What triggers the run
The Sardine Run is driven by temperature, not the calendar. Each austral winter, a band of cold water pushes north along the Eastern Cape coast. When inshore water drops below roughly 21°C, vast shoals of Sardinops sagax move north out of the cooler Agulhas Bank into the warmer Indian Ocean — and the predators follow. Because it's temperature-led, exact timing shifts year to year by a week or two.
Month by month
May — early signals. Cooler currents begin arriving. The first shoals form around East London and the southern Wild Coast. Too early and too unpredictable for most dedicated trips, but the keenest operators start watching the water.
June — the build and the early peak. Through June the migration gathers force along the Wild Coast. By mid-to-late June, Port St Johns sits right in the thick of it, with regular baitball activity, building dolphin numbers and sharks on the scene. This is where serious trips begin.

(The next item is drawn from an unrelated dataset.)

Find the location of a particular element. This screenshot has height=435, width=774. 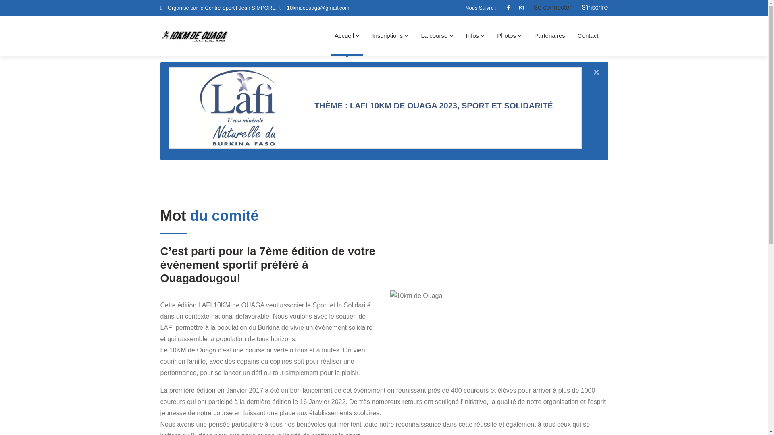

Late June to mid-July — the peak. This is the window. The greatest concentration of dolphins, sharks, gannets and whales, and the highest baitball frequency. It's also when trips sell out first — book 6–12 months ahead for these dates.
Late July — the tail. Action is still strong but begins moving north and dispersing. Good value if peak weeks are full, with slightly more variability.
August — dispersal. Shoals scatter into the Indian Ocean and the season winds down.
So when should you go?
If you want the highest probability of dramatic baitball action, target late June to mid-July and book early. If you're flexible on budget and willing to trade a little predictability, the June build and late-July tail still deliver excellent diving — dolphins, sharks and whales are along the migration highway throughout, even on quieter baitball days.
Our 2026 expeditions run 10 June – 30 July, positioned across the peak window. See the dated departures →
Why your base location changes the timing
Where you dive from matters as much as when. Port St Johns catches the run earlier and more reliably than the KZN South Coast spots further north, which see the shoals later and more inconsistently. If your dates are fixed, basing yourself in the early corridor improves your odds. We break this down fully in our Port St Johns vs Umkomaas comparison.
A note on weather
No timing guarantees flat seas. The Wild Coast can lose a day or two to weather in any week of the season — which is why we recommend booking the longest expedition your schedule allows. More days on the water is the single best hedge against both weather and the natural unpredictability of the run. More on this in our FAQ.